A UK company called Eight19 has announced a solution called IndiGo, a pay-as-you-go, personal electricity system for the developing world. The system combines solar energy and mobile phone technology and allows users to light their homes and charge mobile phones as a service, paid for using scratchcards.
Eight19 wants to increase access to electricity to 1.6bn people who are not connected to the grid and have to resort to fume-emitting fuels such as kerosene. It said solar lamps and phone chargers are not new but so far more expensive than many potential users can afford. Offering solar power as a service, without high purchase costs, gives them access to clean electricity for less money than they spend on kerosene.
“We are excited to be working with Eight19 on this revolutionary technology. Solar energy offers huge economic, health and social benefits to the world’s poorest people; for lighting and mobile phone charging. Eight19’s technology opens up these benefits to many more people. This is a major breakthrough”, said Steve Andrews, CEO of Solar Aid, a charity supporting product trials in Kenya.
The IndiGo system consists of a low-cost solar panel, a battery unit with inbuilt mobile phone charger and a high efficiency light emitting diode (LED) lamp. Users put credit on their IndiGo device using a scratchcard, which is validated over SMS using a standard mobile phone.
Ongoing customer trials in Kenya will be extended to Zambia, Malawi and the Indian sub-continent over the next 3 months. The commercial roll-out of IndiGo will start early in 2012.
“We are very encouraged by this new way of delivering energy to off-grid applications in emerging markets”, said Simon Bransfield-Garth, CEO of Eight19. “Indigo enables a new generation of solar power products that are affordable, providing customers with access, often for the first time, to clean low cost energy that eliminates the health risks and carbon emissions of kerosene.”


When the records are reproduced, each one must match exactly, and no picture may be kept.

Input data =
····················
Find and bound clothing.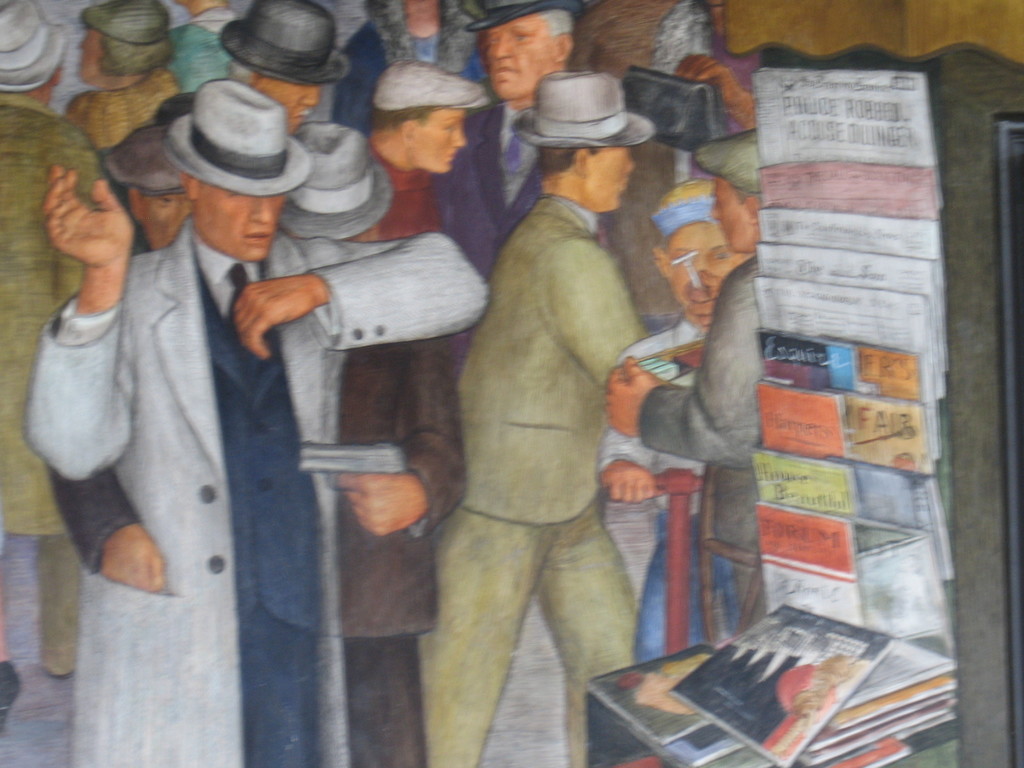
Bound: l=330, t=0, r=493, b=141.
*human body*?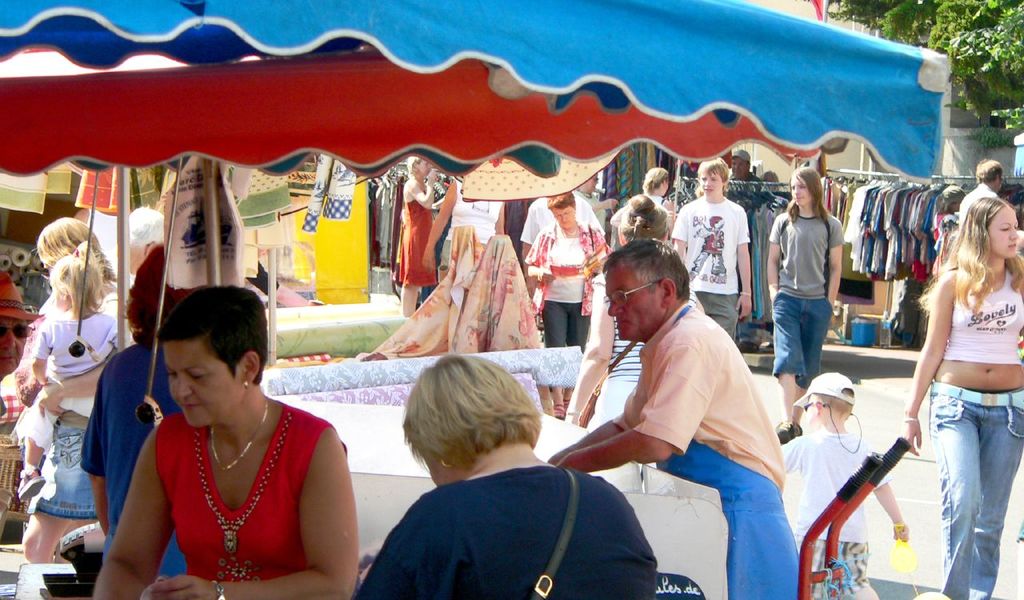
Rect(692, 223, 734, 280)
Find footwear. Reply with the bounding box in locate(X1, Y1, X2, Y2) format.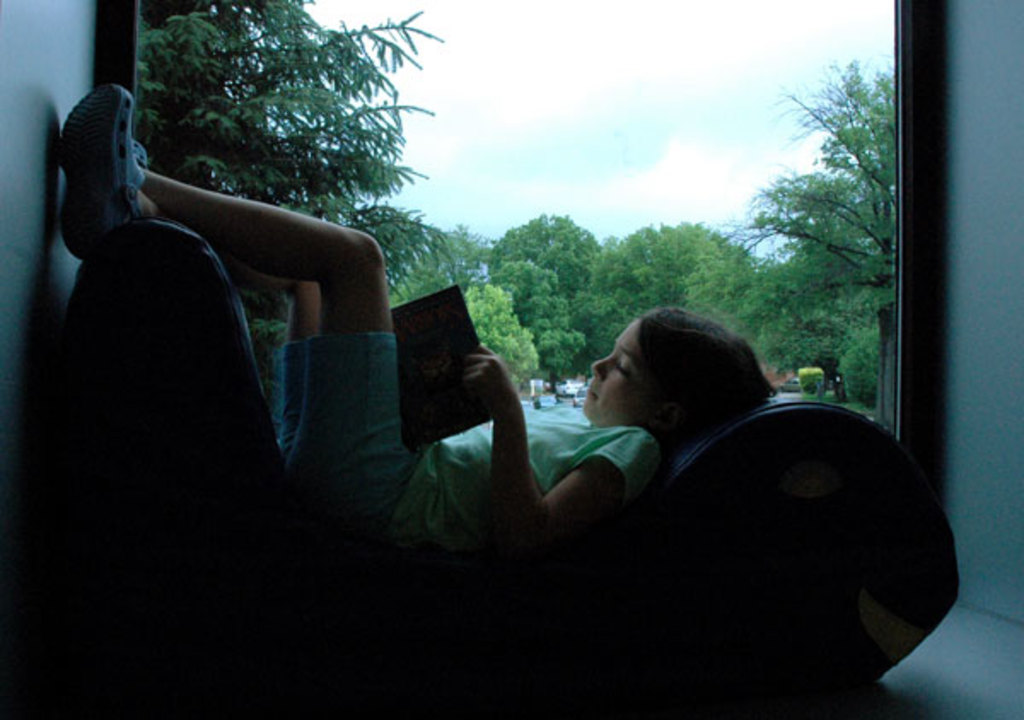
····················
Answer area =
Find and bound clothing.
Bound: l=330, t=0, r=493, b=141.
*human body*?
Rect(692, 223, 734, 280)
Find footwear. Reply with the bounding box in locate(X1, Y1, X2, Y2) format.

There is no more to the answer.